Wednesday, April 23, 2008

More cool medieval links...

So, here are some more excellent databases and resources for the medievalist.

Hill Museum and Manuscript Library. http://www.hmml.org/

Ah, the Hill Museum. World-famous for its collection of monastic and other religious documents, with special strengths in German and Eastern Christian material--but not as many people know about their collection of digital images. This is very much a work in progress, due to the size of the museum's holdings, and not everything is, or can be, digitalized. But definitely worth a look, and their browsing features make life easier.

Early English Books Online. http://eebo.chadwyck.com/home

Great resource for the early printed word in England. Great search features and a fine collection. In their own exalted prose: "this incomparable collection now contains about 100,000 of over 125,000 titles listed in Pollard & Redgrave's Short-Title Catalogue (1475-1640) and Wing's Short-Title Catalogue (1641-1700) and their revised editions, as well as the Thomason Tracts (1640-1661) collection and the Early English Books Tract Supplement." NOTE: this database is a restricted-access project, available only through participating libraries (of which Rochester is apparently one).

The Soldier in Later Medieval England. http://www.medievalsoldier.org/

This site is meant to be a database of all the English soldiers who served in the Hundred Years' War, for the period between 1369 and 1453 (so, don't try to find the musters for Edward of Woodstock's forces at Najera in 1367). It is the brainchild of Anne Curry and Adrian Bell, and is of immense help to those of us who have long been plagued by lack of precise data on these orders of battle. The purpose of the database is " to challenge assumptions about the emergence of professional soldiery between 1369 and 1453."

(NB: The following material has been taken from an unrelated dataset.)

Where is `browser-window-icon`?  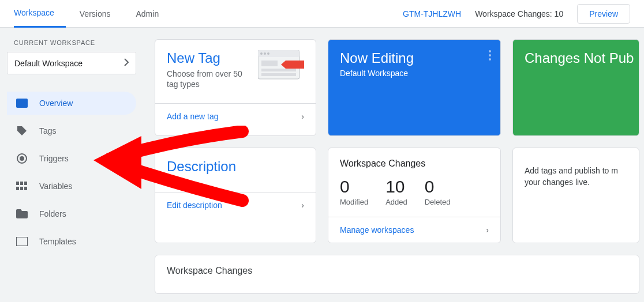
browser-window-icon is located at coordinates (281, 70).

English Medieval Legal Documents Wiki. http://emld.usc.edu/tiki-index.php?page=HomePage

A very promising website, with tons of links and good information on the torturous paths of medieval English legal history. Useful links and bibliographic information on scholarship as well. There is the odd link or two which don't work, but all in all this is a blessed good site.

Calendar of the Patent Rolls. http://sdrc.lib.uiowa.edu/patentrolls/

University of Iowa has digitalized--yes--the Patent Rolls, Henry III through Henry VI. The search feature is quite good, and fairly nuanced. In order to prevent folks from downloading entire PDF volumes, the pages show up as individual PDFs--excellent for searching, not so good for quick reading or browsing.


Digital Scriptorium. http://www.scriptorium.columbia.edu/

Formerly out of Berkeley, and now based from Columbia; boasts "5300 manuscripts" and "24,300 images." Some (many?) from the Huntington Library. It has a fairly good search engine, but no browsing option per se, which I consider a drawback, but that's just me.

Tuesday, April 1, 2008

Germans and Saracens...

I'm looking for good studies on the depiction of Saracens in medieval German literature...I'm tracking down a number of studies regarding Willehalm, in particular. My own study involves German chronicles of the Third Crusade, which have not yet been analyzed in this fashion. At the moment, I am really hoping to avoid the complicated debates over the interior relationships of these chronicles, but that may not be necessary. Having just been to the crusades conference at Fordham, I am running on a surfeit of ideas regarding Western Christendom and its portrayal of the "other." Personally, I dislike that kind of terminology, since I feel that it creates both an overly simplistic, non-contextualized normative paradigm, and a psycho-socially deterministic, pejorative discourse in a field which demands the opposite [As I've pointed out to various of my English department colleagues, I can talk this way when I wish...] However...in this instance, I believe that the later "hardening of ideological lines", so to speak, between Christian and Muslim in the later Middle Ages, had, in the German case, something to do with the German experience in the Third Crusade definitely, and the Fifth Crusade perhaps. We'll see.